Broader connector ecosystem — writeback to 100+ destinations, not just warehouses

Pricing: consumption credits vs transparent per-user

Domo replaced its per-seat licensing model with a consumption credit model in mid-2023. The intent was to align cost with actual usage. The practical result, based on what users report on G2 and Reddit, has been significant.

Every data operation in Domo burns credits. Ingestion burns credits. Magic ETL transformation burns credits (both input and output). AI queries burn credits. The pool is pre-purchased. Overages accumulate. There are no hard caps.

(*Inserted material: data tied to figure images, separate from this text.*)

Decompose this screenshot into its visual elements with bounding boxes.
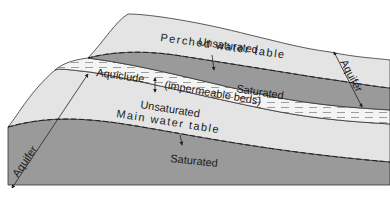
aquifer-diagram: Unsaturated Perched water table Saturate… (0, 0, 390, 200)
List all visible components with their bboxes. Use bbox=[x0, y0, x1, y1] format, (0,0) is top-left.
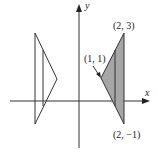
label-left-vertex: (1, 1) bbox=[84, 53, 106, 65]
y-axis-label: y bbox=[84, 0, 90, 11]
shaded-triangle bbox=[101, 33, 124, 124]
y-axis: y bbox=[76, 0, 90, 148]
label-bottom-vertex: (2, −1) bbox=[113, 129, 140, 141]
x-axis: x bbox=[10, 87, 150, 104]
outline-triangle bbox=[35, 33, 57, 124]
coordinate-diagram: x y (2, 3) (1, 1) (2, −1) bbox=[0, 0, 158, 156]
x-axis-arrow-icon bbox=[142, 98, 150, 104]
y-axis-arrow-icon bbox=[76, 4, 82, 12]
x-axis-label: x bbox=[144, 87, 150, 98]
label-top-vertex: (2, 3) bbox=[113, 20, 135, 32]
pointer-arrow-icon bbox=[93, 66, 101, 78]
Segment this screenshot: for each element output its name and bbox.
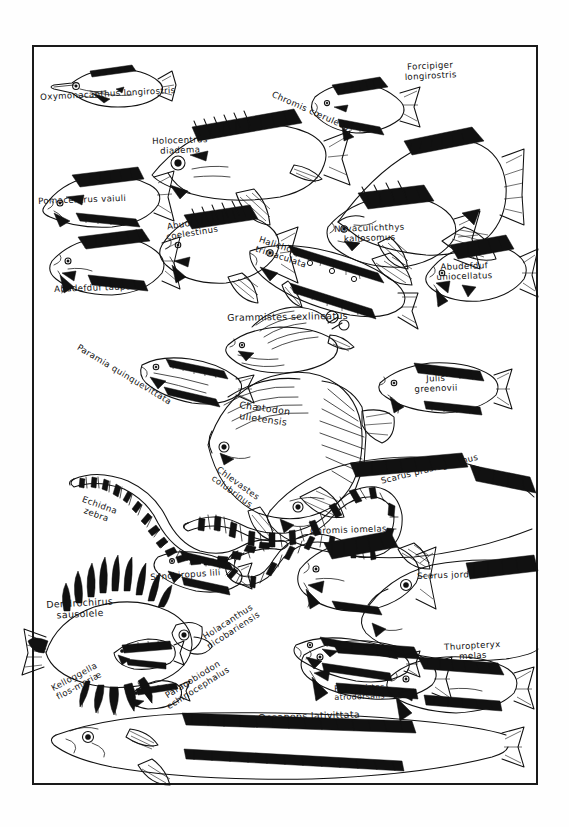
label-abudefduf-uniocellatus: Abudefdufuniocellatus xyxy=(436,261,493,282)
fish-plate-page: Oxymonacanthus longirostris Chromis cœru… xyxy=(0,0,569,827)
label-novaculichthys-kallosomus: Novaculichthyskallosomus xyxy=(334,223,405,245)
damselfish-icon xyxy=(312,77,421,141)
label-grammistes-sexlineatus: Grammistes sexlineatus xyxy=(227,311,348,324)
label-forcipiger-longirostris: Forcipigerlongirostris xyxy=(404,60,457,82)
label-julis-greenovii: Julisgreenovii xyxy=(414,373,458,394)
label-dendrochirus-sausolele: Dendrochirussausolele xyxy=(46,597,114,622)
coral-goby-icon xyxy=(114,639,184,669)
label-petroscirtes-atrodorsalis: Petroscirtesatrodorsalis xyxy=(334,683,385,702)
label-thuropteryx-melas: Thuropteryxmelas xyxy=(444,640,501,662)
neon-goby-icon xyxy=(51,713,524,785)
label-holocentrus-diadema: Holocentrusdiadema xyxy=(152,135,208,156)
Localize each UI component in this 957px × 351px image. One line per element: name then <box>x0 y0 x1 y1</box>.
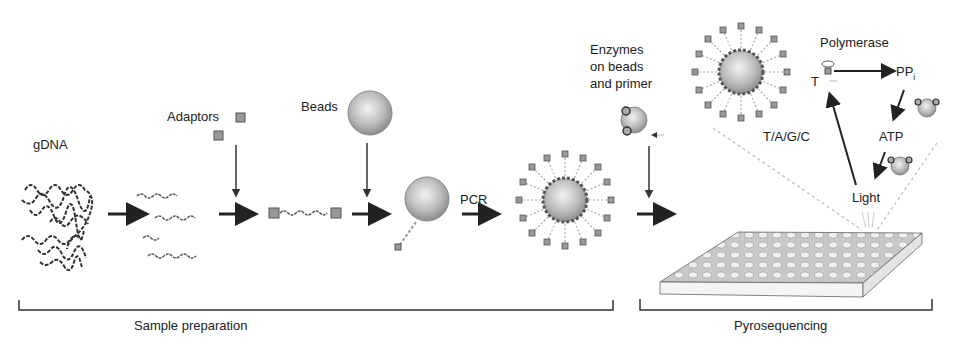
bead-icon <box>348 91 392 135</box>
light-rays <box>862 212 874 228</box>
gdna-label: gDNA <box>33 137 68 152</box>
sulfurylase-icon <box>915 99 939 117</box>
enzyme-bead-icon <box>621 107 647 135</box>
bead-with-fragment <box>395 177 449 250</box>
ligated-fragment <box>269 208 341 218</box>
picotiter-plate <box>660 232 922 297</box>
pyrosequencing-bracket <box>640 299 932 310</box>
t-label: T <box>811 74 819 89</box>
beads-label: Beads <box>301 99 338 114</box>
enzymes-label-line1: Enzymes <box>590 42 644 57</box>
sequencing-bead <box>692 23 790 121</box>
adaptor-icon <box>214 131 223 140</box>
light-label: Light <box>852 190 881 205</box>
enzymes-label-line3: and primer <box>590 76 653 91</box>
zoom-lines <box>713 128 937 230</box>
ppi-label: PPi <box>896 64 915 82</box>
amplified-bead <box>516 151 614 249</box>
pyrosequencing-label: Pyrosequencing <box>734 318 827 333</box>
dna-fragments <box>137 194 196 258</box>
adaptors-label: Adaptors <box>167 109 220 124</box>
polymerase-label: Polymerase <box>820 35 889 50</box>
nucleotide-icon <box>825 68 831 74</box>
polymerase-icon <box>822 61 834 67</box>
sample-prep-label: Sample preparation <box>134 318 247 333</box>
adaptor-icon <box>236 113 245 122</box>
luciferase-icon <box>888 157 912 175</box>
arrow-atp-to-light <box>876 152 885 176</box>
arrow-ppi-to-atp <box>894 90 904 118</box>
nucleotides-label: T/A/G/C <box>763 129 810 144</box>
enzymes-label-line2: on beads <box>590 59 644 74</box>
pcr-label: PCR <box>460 192 487 207</box>
pyrosequencing-diagram: gDNA Adaptors Beads PCR Enzymes on beads… <box>0 0 957 351</box>
gdna-coil <box>22 185 92 270</box>
arrow-light-to-t <box>830 95 856 185</box>
sample-prep-bracket <box>19 300 613 310</box>
atp-label: ATP <box>879 129 903 144</box>
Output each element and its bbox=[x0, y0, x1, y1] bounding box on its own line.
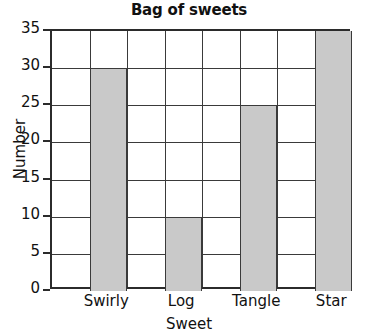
plot-area bbox=[50, 29, 350, 289]
y-tick-mark bbox=[43, 66, 50, 68]
y-tick-mark bbox=[43, 178, 50, 180]
gridline-vertical bbox=[277, 31, 278, 287]
y-tick-mark bbox=[43, 289, 50, 291]
bar-swirly bbox=[90, 68, 128, 291]
y-tick-mark bbox=[43, 140, 50, 142]
y-tick-mark bbox=[43, 29, 50, 31]
bar-log bbox=[165, 217, 203, 291]
gridline-vertical bbox=[127, 31, 128, 287]
y-tick-label: 25 bbox=[21, 95, 40, 110]
y-tick-label: 35 bbox=[21, 21, 40, 36]
x-axis-title: Sweet bbox=[0, 315, 378, 333]
y-tick-label: 15 bbox=[21, 170, 40, 185]
y-tick-label: 20 bbox=[21, 132, 40, 147]
gridline-vertical bbox=[202, 31, 203, 287]
y-tick-label: 10 bbox=[21, 207, 40, 222]
bar-star bbox=[315, 31, 353, 291]
chart-title: Bag of sweets bbox=[0, 1, 378, 19]
y-tick-mark bbox=[43, 103, 50, 105]
y-tick-mark bbox=[43, 215, 50, 217]
y-tick-label: 5 bbox=[30, 244, 40, 259]
y-tick-mark bbox=[43, 252, 50, 254]
x-tick-label-star: Star bbox=[281, 293, 378, 309]
bar-chart-figure: Bag of sweets Number Sweet 0510152025303… bbox=[0, 0, 378, 336]
bar-tangle bbox=[240, 105, 278, 291]
y-tick-label: 30 bbox=[21, 58, 40, 73]
y-tick-label: 0 bbox=[30, 281, 40, 296]
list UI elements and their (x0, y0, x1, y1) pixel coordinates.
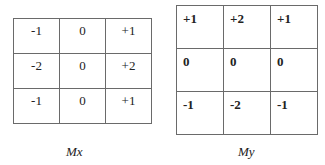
cell-value: 0 (60, 54, 105, 74)
my-row-2: 0 0 0 (177, 49, 318, 92)
cell-value: 0 (271, 49, 317, 70)
my-cell: +1 (271, 6, 318, 49)
cell-value: +1 (177, 6, 223, 27)
cell-value: 0 (224, 49, 270, 70)
mx-cell: +1 (106, 89, 152, 124)
mx-kernel-grid: -1 0 +1 -2 0 +2 -1 0 +1 (13, 18, 152, 124)
mx-row-2: -2 0 +2 (14, 54, 152, 89)
cell-value: 0 (177, 49, 223, 70)
cell-value: +1 (106, 89, 151, 109)
cell-value: -1 (271, 92, 317, 113)
cell-value: 0 (60, 89, 105, 109)
mx-row-3: -1 0 +1 (14, 89, 152, 124)
my-cell: 0 (271, 49, 318, 92)
cell-value: +2 (106, 54, 151, 74)
cell-value: -1 (14, 89, 59, 109)
cell-value: +2 (224, 6, 270, 27)
mx-cell: -1 (14, 89, 60, 124)
mx-cell: +1 (106, 19, 152, 54)
my-row-3: -1 -2 -1 (177, 92, 318, 135)
my-cell: 0 (177, 49, 224, 92)
cell-value: -2 (224, 92, 270, 113)
my-cell: -2 (224, 92, 271, 135)
my-row-1: +1 +2 +1 (177, 6, 318, 49)
mx-cell: 0 (60, 89, 106, 124)
mx-cell: +2 (106, 54, 152, 89)
my-cell: -1 (271, 92, 318, 135)
cell-value: -1 (177, 92, 223, 113)
cell-value: +1 (106, 19, 151, 39)
mx-cell: -1 (14, 19, 60, 54)
mx-cell: 0 (60, 54, 106, 89)
mx-cell: 0 (60, 19, 106, 54)
my-cell: 0 (224, 49, 271, 92)
cell-value: 0 (60, 19, 105, 39)
my-caption: My (238, 144, 255, 160)
mx-caption: Mx (66, 144, 83, 160)
mx-row-1: -1 0 +1 (14, 19, 152, 54)
cell-value: +1 (271, 6, 317, 27)
my-cell: +2 (224, 6, 271, 49)
cell-value: -1 (14, 19, 59, 39)
mx-cell: -2 (14, 54, 60, 89)
my-kernel-grid: +1 +2 +1 0 0 0 -1 -2 -1 (176, 5, 318, 135)
my-cell: +1 (177, 6, 224, 49)
my-cell: -1 (177, 92, 224, 135)
cell-value: -2 (14, 54, 59, 74)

Renewal discussions happen when credits run low — and the annual price for the same usage can increase dramatically, as the 1,120% renewal case above illustrates.

Astrato's pricing is transparent and predictable. No consumption credits, no hidden compute charges, no separate fees for embedded analytics. The pricing model is disclosed — per-user, usage-based, or hybrid — and doesn't have mechanics designed to grow the invoice at renewal time.

Astrato wins

Transparent pricing — no consumption credits, no surprise renewal escalations, no add-on fees for embedded analytics

Domo wins

Flexible credit pooling can work in your favour if usage is genuinely variable and you have hard caps negotiated

Migration and lock-in

Domo's platform is deeply integrated. Magic ETL is a proprietary visual transformation tool with its own logic that doesn't export to SQL. Beast Mode is a proprietary formula language. Data lives in the Data Vault. If you decide to leave Domo, you're not migrating dashboards — you're rebuilding pipelines and transformations from scratch.

Astrato is built on standard SQL. Semantic layer definitions, queries, and data models are exportable. There's no proprietary formula language or transformation layer to untangle. If you outgrow Astrato or your requirements change, you leave with your data logic intact.

Bottom line

Domo is a good platform for organisations that don't yet have a central data warehouse and need a single vendor to handle ingestion, ETL, BI, and embedded analytics in one place. It has real strengths in mobile delivery, pre-built connectors, and an increasingly capable AI layer.

But if you already have Snowflake, BigQuery, or Databricks — and most enterprise data teams do — Domo's extract-first architecture means you're paying twice to store data that your warehouse already holds. You're maintaining two governance layers, waiting for refresh schedules instead of querying live, and facing a pricing model that compounds at renewal time.

Astrato is built for that environment. No extraction. No credit burns. No add-on fees for embedding. No proprietary lock-in. If your source of truth is a cloud data warehouse, Astrato is designed to stay inside that ecosystem rather than sit on top of it as an additional layer.